Tocantins River

Tocantins River

The Tocantins is a river, the central fluvial artery of Brazil. It runs from south to north for about 1500 miles. It is not really a branch of the Amazon River, although usually so considered, since its waters flow into the Atlantic Ocean alongside those of the Amazon. It flows through four Brazilian states (Goiás, Tocantins, Maranhão and Pará) and gives its name to one of Brazil's newest states, formed in 1988 from what was until then the northern portion of Goiás.

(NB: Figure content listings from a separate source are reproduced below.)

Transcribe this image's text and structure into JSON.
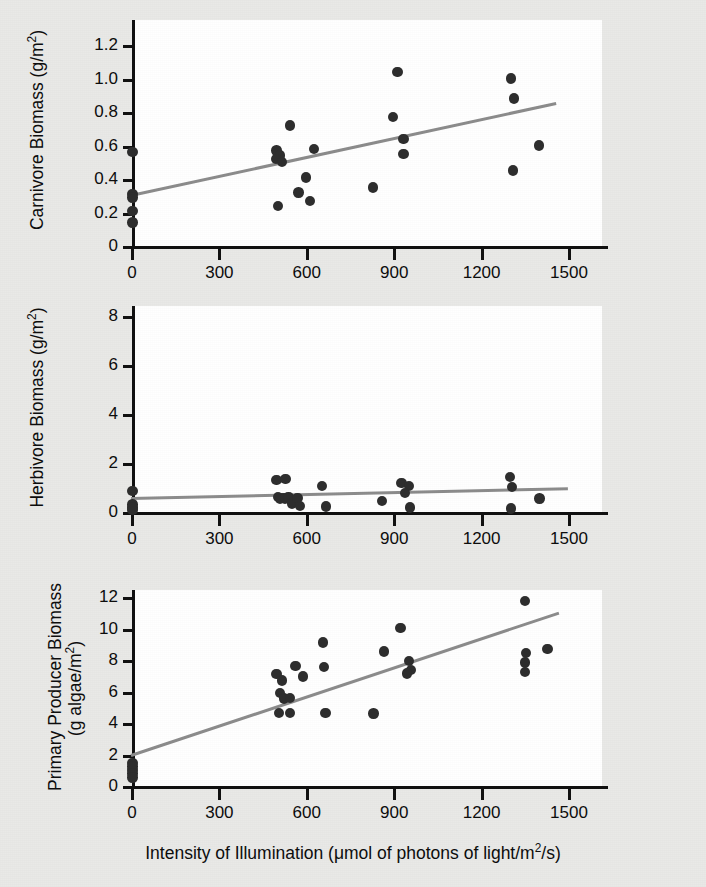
{
  "figure": {
    "background_color": "#e9e9e7",
    "plot_background_color": "#ffffff",
    "point_color": "#2e2e2e",
    "trend_color": "#8c8c8c",
    "axis_color": "#111111",
    "xlabel_main": "Intensity of Illumination (",
    "xlabel_mu": "μ",
    "xlabel_mid": "mol of photons of light/m",
    "xlabel_sup": "2",
    "xlabel_end": "/s)"
  },
  "xaxis": {
    "ticks": [
      0,
      300,
      600,
      900,
      1200,
      1500
    ],
    "tick_labels": [
      "0",
      "300",
      "600",
      "900",
      "1200",
      "1500"
    ],
    "min": 0,
    "max": 1560,
    "label": "Intensity of Illumination (μmol of photons of light/m2/s)"
  },
  "chart_data": [
    {
      "type": "scatter",
      "panel": 1,
      "title": "",
      "ylabel": "Carnivore Biomass (g/m2)",
      "ylabel_prefix": "Carnivore Biomass (g/m",
      "ylabel_sup": "2",
      "ylabel_suffix": ")",
      "xlabel": "",
      "ylim": [
        0,
        1.32
      ],
      "xlim": [
        0,
        1560
      ],
      "yticks": [
        0,
        0.2,
        0.4,
        0.6,
        0.8,
        1.0,
        1.2
      ],
      "ytick_labels": [
        "0",
        "0.2",
        "0.4",
        "0.6",
        "0.8",
        "1.0",
        "1.2"
      ],
      "grid": false,
      "legend": "none",
      "points": [
        {
          "x": 5,
          "y": 0.56
        },
        {
          "x": 5,
          "y": 0.31
        },
        {
          "x": 5,
          "y": 0.29
        },
        {
          "x": 5,
          "y": 0.21
        },
        {
          "x": 5,
          "y": 0.14
        },
        {
          "x": 500,
          "y": 0.57
        },
        {
          "x": 512,
          "y": 0.54
        },
        {
          "x": 498,
          "y": 0.52
        },
        {
          "x": 518,
          "y": 0.5
        },
        {
          "x": 505,
          "y": 0.24
        },
        {
          "x": 545,
          "y": 0.72
        },
        {
          "x": 575,
          "y": 0.32
        },
        {
          "x": 600,
          "y": 0.41
        },
        {
          "x": 615,
          "y": 0.27
        },
        {
          "x": 628,
          "y": 0.58
        },
        {
          "x": 830,
          "y": 0.35
        },
        {
          "x": 915,
          "y": 1.04
        },
        {
          "x": 900,
          "y": 0.77
        },
        {
          "x": 935,
          "y": 0.64
        },
        {
          "x": 935,
          "y": 0.55
        },
        {
          "x": 1305,
          "y": 1.0
        },
        {
          "x": 1315,
          "y": 0.88
        },
        {
          "x": 1312,
          "y": 0.45
        },
        {
          "x": 1400,
          "y": 0.6
        }
      ],
      "trendline": {
        "x0": 0,
        "y0": 0.3,
        "x1": 1460,
        "y1": 0.85
      }
    },
    {
      "type": "scatter",
      "panel": 2,
      "title": "",
      "ylabel": "Herbivore Biomass (g/m2)",
      "ylabel_prefix": "Herbivore Biomass (g/m",
      "ylabel_sup": "2",
      "ylabel_suffix": ")",
      "xlabel": "",
      "ylim": [
        0,
        9.2
      ],
      "xlim": [
        0,
        1560
      ],
      "yticks": [
        0,
        2,
        4,
        6,
        8
      ],
      "ytick_labels": [
        "0",
        "2",
        "4",
        "6",
        "8"
      ],
      "grid": false,
      "legend": "none",
      "points": [
        {
          "x": 5,
          "y": 0.85
        },
        {
          "x": 5,
          "y": 0.3
        },
        {
          "x": 5,
          "y": 0.18
        },
        {
          "x": 5,
          "y": 0.08
        },
        {
          "x": 500,
          "y": 1.3
        },
        {
          "x": 530,
          "y": 1.35
        },
        {
          "x": 505,
          "y": 0.62
        },
        {
          "x": 518,
          "y": 0.58
        },
        {
          "x": 512,
          "y": 0.52
        },
        {
          "x": 528,
          "y": 0.55
        },
        {
          "x": 540,
          "y": 0.6
        },
        {
          "x": 552,
          "y": 0.35
        },
        {
          "x": 572,
          "y": 0.58
        },
        {
          "x": 580,
          "y": 0.25
        },
        {
          "x": 655,
          "y": 1.05
        },
        {
          "x": 670,
          "y": 0.22
        },
        {
          "x": 862,
          "y": 0.45
        },
        {
          "x": 928,
          "y": 1.18
        },
        {
          "x": 955,
          "y": 1.05
        },
        {
          "x": 940,
          "y": 0.78
        },
        {
          "x": 958,
          "y": 0.18
        },
        {
          "x": 1300,
          "y": 1.42
        },
        {
          "x": 1308,
          "y": 1.02
        },
        {
          "x": 1305,
          "y": 0.15
        },
        {
          "x": 1402,
          "y": 0.55
        }
      ],
      "trendline": {
        "x0": 0,
        "y0": 0.55,
        "x1": 1500,
        "y1": 0.95
      }
    },
    {
      "type": "scatter",
      "panel": 3,
      "title": "",
      "ylabel": "Primary Producer Biomass (g algae/m2)",
      "ylabel_line1": "Primary Producer Biomass",
      "ylabel_line2_prefix": "(g algae/m",
      "ylabel_sup": "2",
      "ylabel_suffix": ")",
      "xlabel": "Intensity of Illumination (μmol of photons of light/m2/s)",
      "ylim": [
        0,
        13.2
      ],
      "xlim": [
        0,
        1560
      ],
      "yticks": [
        0,
        2,
        4,
        6,
        8,
        10,
        12
      ],
      "ytick_labels": [
        "0",
        "2",
        "4",
        "6",
        "8",
        "10",
        "12"
      ],
      "grid": false,
      "legend": "none",
      "points": [
        {
          "x": 5,
          "y": 1.45
        },
        {
          "x": 5,
          "y": 1.25
        },
        {
          "x": 5,
          "y": 1.0
        },
        {
          "x": 5,
          "y": 0.8
        },
        {
          "x": 5,
          "y": 0.55
        },
        {
          "x": 500,
          "y": 7.1
        },
        {
          "x": 518,
          "y": 6.7
        },
        {
          "x": 512,
          "y": 5.9
        },
        {
          "x": 525,
          "y": 5.55
        },
        {
          "x": 545,
          "y": 5.6
        },
        {
          "x": 508,
          "y": 4.65
        },
        {
          "x": 545,
          "y": 4.65
        },
        {
          "x": 565,
          "y": 7.6
        },
        {
          "x": 590,
          "y": 6.95
        },
        {
          "x": 660,
          "y": 9.1
        },
        {
          "x": 668,
          "y": 4.65
        },
        {
          "x": 662,
          "y": 7.55
        },
        {
          "x": 868,
          "y": 8.55
        },
        {
          "x": 925,
          "y": 10.05
        },
        {
          "x": 955,
          "y": 7.95
        },
        {
          "x": 962,
          "y": 7.35
        },
        {
          "x": 948,
          "y": 7.15
        },
        {
          "x": 832,
          "y": 4.6
        },
        {
          "x": 1352,
          "y": 11.75
        },
        {
          "x": 1355,
          "y": 8.45
        },
        {
          "x": 1352,
          "y": 7.85
        },
        {
          "x": 1352,
          "y": 7.25
        },
        {
          "x": 1430,
          "y": 8.7
        }
      ],
      "trendline": {
        "x0": 0,
        "y0": 1.95,
        "x1": 1470,
        "y1": 11.0
      }
    }
  ]
}
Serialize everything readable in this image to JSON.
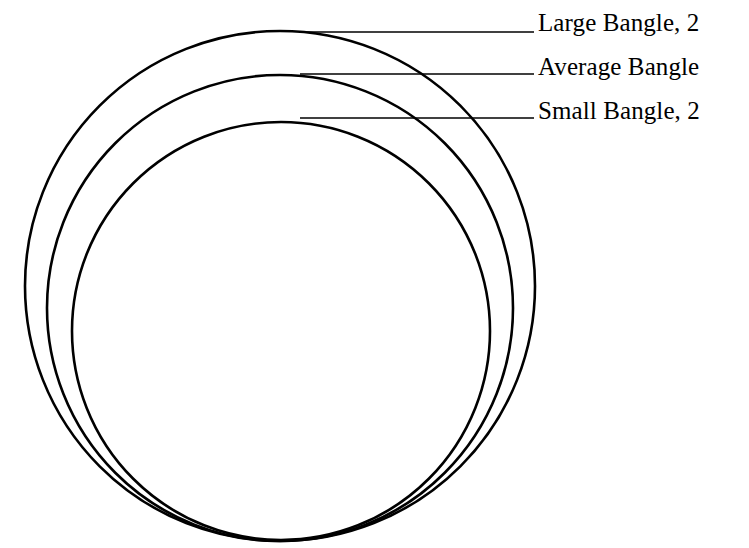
{
  "figure": {
    "background_color": "#ffffff",
    "stroke_color": "#000000",
    "canvas": {
      "width": 749,
      "height": 548
    }
  },
  "chart_data": {
    "type": "diagram",
    "subtype": "nested-concentric-circles",
    "title": "",
    "units": "px",
    "grid": false,
    "legend_position": "right",
    "series": [
      {
        "name": "Large Bangle",
        "label": "Large Bangle, 2",
        "label_clipped": true,
        "center": [
          280,
          286
        ],
        "radius": 255,
        "bbox": {
          "left": 25,
          "top": 31,
          "right": 535,
          "bottom": 541
        },
        "leader": {
          "x1": 303,
          "y1": 32,
          "x2": 534,
          "y2": 32
        },
        "stroke_width": 2.6
      },
      {
        "name": "Average Bangle",
        "label": "Average Bangle",
        "label_clipped": true,
        "center": [
          280,
          308
        ],
        "radius": 233,
        "bbox": {
          "left": 47,
          "top": 75,
          "right": 513,
          "bottom": 541
        },
        "leader": {
          "x1": 300,
          "y1": 74,
          "x2": 534,
          "y2": 74
        },
        "stroke_width": 2.6
      },
      {
        "name": "Small Bangle",
        "label": "Small Bangle, 2",
        "label_clipped": true,
        "center": [
          281,
          331
        ],
        "radius": 209,
        "bbox": {
          "left": 72,
          "top": 122,
          "right": 490,
          "bottom": 540
        },
        "leader": {
          "x1": 300,
          "y1": 118,
          "x2": 534,
          "y2": 118
        },
        "stroke_width": 2.6
      }
    ],
    "labels": [
      "Large Bangle, 2",
      "Average Bangle",
      "Small Bangle, 2"
    ]
  },
  "legend": {
    "large": {
      "text": "Large Bangle, 2"
    },
    "average": {
      "text": "Average Bangle"
    },
    "small": {
      "text": "Small Bangle, 2"
    }
  }
}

It rises in the mountainous district known as the Pireneus, west of the Federal District, but its western tributary, the Araguaia River, has its extreme southern headwaters on the slopes of the Serra dos Caiapós. The Araguaia flows 1080 miles before its confluence with the Tocantins, to which it is almost equal in volume. Besides its main tributary, the Rio das Mortes, the Araguaia has twenty smaller branches, offering many miles of canoe navigation. In finding its way to the lowlands, it breaks frequently into waterfalls and rapids, or winds violently through rocky gorges, until, at a point about 100 miles above its junction with the Tocantins, it saws its way across a rocky dyke for 12 miles in roaring cataracts.

Two other tributaries, called the Maranhão and Paranatinga, collect an immense volume of water from the highlands which surround them, especially on the south and south-east. Between the latter and the confluence with the Araguaia, the Tocantins is occasionally obstructed by rocky barriers which cross it almost at a right angle.

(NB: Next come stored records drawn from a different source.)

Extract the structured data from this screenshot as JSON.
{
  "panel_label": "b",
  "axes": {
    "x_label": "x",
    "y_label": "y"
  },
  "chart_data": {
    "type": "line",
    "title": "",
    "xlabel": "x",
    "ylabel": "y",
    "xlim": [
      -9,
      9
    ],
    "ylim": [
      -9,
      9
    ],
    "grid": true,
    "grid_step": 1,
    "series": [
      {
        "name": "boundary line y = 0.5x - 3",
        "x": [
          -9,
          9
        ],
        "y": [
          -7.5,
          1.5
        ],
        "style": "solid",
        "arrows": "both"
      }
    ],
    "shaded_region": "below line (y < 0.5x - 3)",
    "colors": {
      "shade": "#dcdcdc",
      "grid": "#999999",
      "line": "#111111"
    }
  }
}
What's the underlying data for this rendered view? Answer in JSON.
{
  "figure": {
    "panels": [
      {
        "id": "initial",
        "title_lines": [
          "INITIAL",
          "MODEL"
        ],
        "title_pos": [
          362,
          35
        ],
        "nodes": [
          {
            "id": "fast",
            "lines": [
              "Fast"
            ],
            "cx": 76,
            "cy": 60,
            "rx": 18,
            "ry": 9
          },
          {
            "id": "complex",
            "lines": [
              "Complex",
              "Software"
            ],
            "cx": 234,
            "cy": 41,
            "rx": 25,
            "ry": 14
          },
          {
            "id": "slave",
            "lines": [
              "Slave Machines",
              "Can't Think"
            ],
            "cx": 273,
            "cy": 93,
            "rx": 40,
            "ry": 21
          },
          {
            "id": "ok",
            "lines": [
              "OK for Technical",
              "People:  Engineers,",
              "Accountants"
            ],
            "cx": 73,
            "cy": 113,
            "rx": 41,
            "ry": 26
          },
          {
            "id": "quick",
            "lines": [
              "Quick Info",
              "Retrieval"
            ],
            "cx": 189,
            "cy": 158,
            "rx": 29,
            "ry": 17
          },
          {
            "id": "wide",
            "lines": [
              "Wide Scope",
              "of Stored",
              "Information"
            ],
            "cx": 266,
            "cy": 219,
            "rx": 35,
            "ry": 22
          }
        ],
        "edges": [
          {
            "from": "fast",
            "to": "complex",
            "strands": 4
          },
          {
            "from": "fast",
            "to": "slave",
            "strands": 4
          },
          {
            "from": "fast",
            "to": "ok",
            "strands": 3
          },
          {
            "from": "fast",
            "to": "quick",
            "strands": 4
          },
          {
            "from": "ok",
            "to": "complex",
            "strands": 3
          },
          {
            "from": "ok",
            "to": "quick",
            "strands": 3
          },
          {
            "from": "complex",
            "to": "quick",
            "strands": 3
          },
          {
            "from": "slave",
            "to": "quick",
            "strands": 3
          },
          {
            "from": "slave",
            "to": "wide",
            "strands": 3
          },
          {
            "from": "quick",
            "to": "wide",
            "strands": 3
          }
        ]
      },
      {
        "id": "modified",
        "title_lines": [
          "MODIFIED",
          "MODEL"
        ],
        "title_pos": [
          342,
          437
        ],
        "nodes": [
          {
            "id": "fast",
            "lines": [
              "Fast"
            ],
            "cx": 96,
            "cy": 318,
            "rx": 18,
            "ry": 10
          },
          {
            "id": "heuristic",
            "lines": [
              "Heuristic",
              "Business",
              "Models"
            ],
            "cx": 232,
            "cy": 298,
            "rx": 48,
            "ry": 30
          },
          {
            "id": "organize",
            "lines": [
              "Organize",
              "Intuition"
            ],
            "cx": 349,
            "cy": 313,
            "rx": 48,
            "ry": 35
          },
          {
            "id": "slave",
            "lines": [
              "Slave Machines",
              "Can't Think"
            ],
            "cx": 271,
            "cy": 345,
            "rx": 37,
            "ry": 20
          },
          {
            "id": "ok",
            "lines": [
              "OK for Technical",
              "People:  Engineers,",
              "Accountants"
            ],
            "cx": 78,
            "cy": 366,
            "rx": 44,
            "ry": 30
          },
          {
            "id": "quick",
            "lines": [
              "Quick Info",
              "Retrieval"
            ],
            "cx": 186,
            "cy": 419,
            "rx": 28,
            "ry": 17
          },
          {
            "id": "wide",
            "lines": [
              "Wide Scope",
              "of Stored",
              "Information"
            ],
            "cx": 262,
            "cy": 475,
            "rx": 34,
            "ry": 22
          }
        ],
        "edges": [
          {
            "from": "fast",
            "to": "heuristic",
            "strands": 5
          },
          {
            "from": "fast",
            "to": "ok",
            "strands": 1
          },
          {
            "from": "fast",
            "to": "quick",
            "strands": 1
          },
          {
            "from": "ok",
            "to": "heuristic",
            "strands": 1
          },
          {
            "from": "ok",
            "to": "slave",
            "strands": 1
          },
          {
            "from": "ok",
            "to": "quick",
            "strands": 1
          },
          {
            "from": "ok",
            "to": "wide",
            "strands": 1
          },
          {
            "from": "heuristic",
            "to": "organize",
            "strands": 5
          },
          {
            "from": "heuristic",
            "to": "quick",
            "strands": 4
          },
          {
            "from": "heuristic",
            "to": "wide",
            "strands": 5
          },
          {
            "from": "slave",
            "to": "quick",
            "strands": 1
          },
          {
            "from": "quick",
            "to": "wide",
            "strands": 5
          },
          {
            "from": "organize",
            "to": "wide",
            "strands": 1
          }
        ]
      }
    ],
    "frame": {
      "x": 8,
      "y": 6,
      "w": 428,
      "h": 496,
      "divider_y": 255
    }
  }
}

Downstream from the Araguaia confluence, in the state of Pará, the river used to have many cataracts and rapids, but they were flooded in the early 1980s by the artificial lake created by the Tucuruí dam, one of the world's largest. When the second phase of the Tucuruí project is completed, there will be a system of locks that will make a long extension of the river navigable. The construction works on the locks have been stalled for many years due to lack of funding, but it is possible that they will be included in a massive development program launched by the Brazilian government in 2007, in which case they could be operational within about four years.

The flat, broad valleys, composed of sand and clay, of both the Tocantins and its Araguaia branch are overlooked by steep bluffs. They are the margins of the great sandstone plateaus, from 1000 to 2000-foot elevation above sea-level, through which the rivers have eroded their deep beds. Around the estuary of the Tocantins the great plateau has disappeared, to give place to a part of the forest-covered, half submerged alluvial plain, which extends far to the north-east and west. The Pará River, generally called one of the mouths of the Amazon, is only the lower reach of the Tocantins. If any portion of the waters of the Amazon runs round the southern side of the large island of Marajó into the river Para, it is only through tortuous, natural canals, which are in no sense outflow channels of the Amazon.

The Tocantins River records a mean discharge rate of 13,598 m³/s (9% of the national total) and a specific discharge rate of 14.4 l/s/km². The sub-basins have the following specific discharge rates: Tocantins (11 l/s/km²), Araguaia (16 l/s/km²), Pará (17l/s/km²) and Guamá (21l/s/km²).